An industry insider once evaluated the advantages of AI Coding like this: "AI can bypass bureaucracy. If indecision paralyzes large organizations, AI doesn't care. It will happily generate a Version 1."

This statement points out the core advantage of AI programming - no baggage, no hesitation, and no "perfectionism anxiety."

02

The "Existential Crisis" of Programmers

But every coin has two sides.

On Hacker News, a user shared his frustration: "Many times I wanted the code to look a certain way, but it kept reverting to the way it wanted to do things... Eventually, I found it easier not to fight with it and let it do things its way."

This passage reveals a subtle power shift:

From "humans guiding AI" to "humans adapting to AI".

Dan Shipper, the CEO of Every Company, wrote in his blog: "We are in a new era of autonomous programming. You can build amazing and complex applications without looking at a single line of code."

It sounds great, but it also means that the traditional "programmer" is disappearing.

If you can build an application without looking at the code, is "being able to write code" still a core skill?

Analysts at SemiAnalysis predict that this trend will drive Anthropic to achieve explosive growth in 2026, even surpassing OpenAI. In contrast, although GitHub Copilot and Office Copilot had a one - year head start, "they have made almost no progress as products."

This comparison is cruel but also very telling: in the AI era, the first - mover advantage may not be as important as the product experience.

03

Redefining "Programmers"

But programmers probably don't need to be overly anxious. The programmer position will not disappear; it's just that the definition of this profession is changing.

As Dan Shipper said, even in 2025, "you still need to truly understand the underlying architecture, and maybe you still need to look at the code."
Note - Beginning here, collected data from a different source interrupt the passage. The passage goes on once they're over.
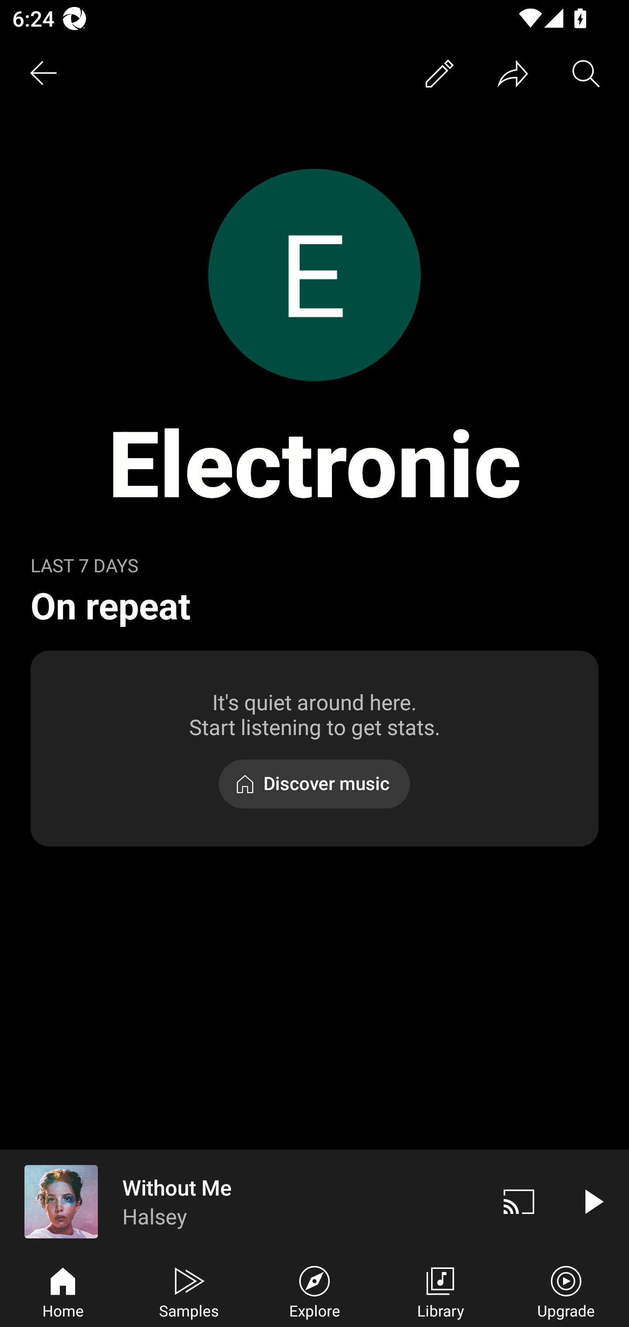 Image resolution: width=629 pixels, height=1327 pixels. What do you see at coordinates (314, 1291) in the screenshot?
I see `Explore` at bounding box center [314, 1291].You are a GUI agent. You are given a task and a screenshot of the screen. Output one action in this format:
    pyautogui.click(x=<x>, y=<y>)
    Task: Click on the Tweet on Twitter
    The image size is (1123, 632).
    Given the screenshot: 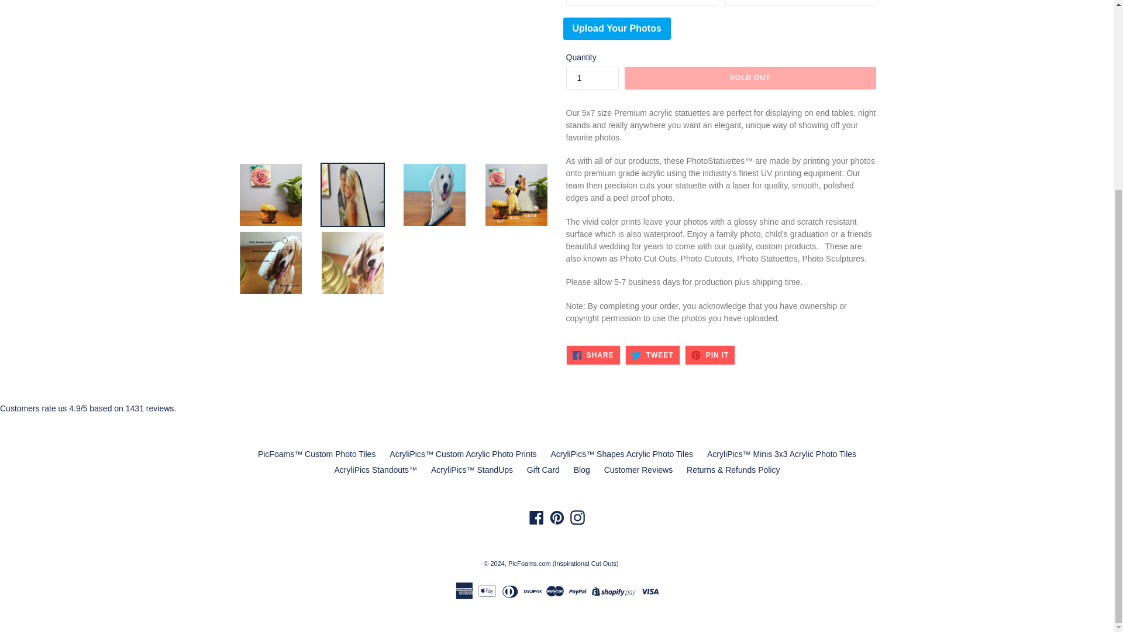 What is the action you would take?
    pyautogui.click(x=652, y=354)
    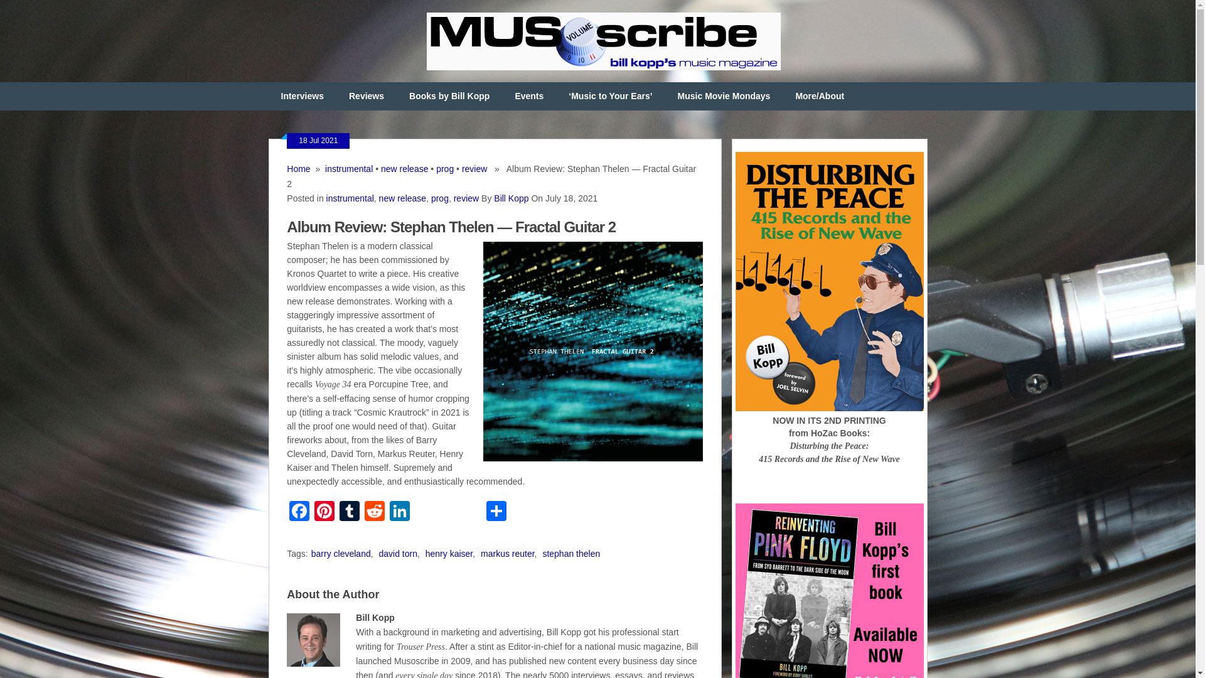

But the meaning of this "need" has changed.

Programmers are changing from "code writers" to "AI coordinators".

You need to know how to communicate with AI, how to review its output, and how to correct it when it makes mistakes. You need to understand the system architecture, but you don't necessarily need to implement every line of code yourself.

The reflection of a Google engineer is quite representative: The community's discussion about AI programming ability is "tense." On the one hand, people are amazed at the improvement in ability, and on the other hand, they are worried about being replaced. But he emphasized that domain expertise is still important, and the gap between prototypes and production environments still exists.

When AI programming is cheap enough and good enough, the economics of the entire software development will change.

Maybe 20% of the GitHub commit volume is just the beginning. Maybe in a few years, we will see 50%, 80%, or even a higher proportion coming from AI.

This doesn't necessarily mean the end, but a new beginning. Real programmers will not be replaced by AI, but will learn how to make AI their most powerful tool.

Just as calculators didn't make mathematicians unemployed, AI won't make programmers unemployed - it will only make those who refuse to evolve unemployed.

Code is the machine language and the native language of AI. Returning the machine language to the machine itself and having humans describe ideas in natural language seems to be a more natural outcome.

This article is from the WeChat official account "GeekPark" (ID: geekpark). Author: Hua Lin Wuwang, Editor: Jing Yu. Republished by 36Kr with permission.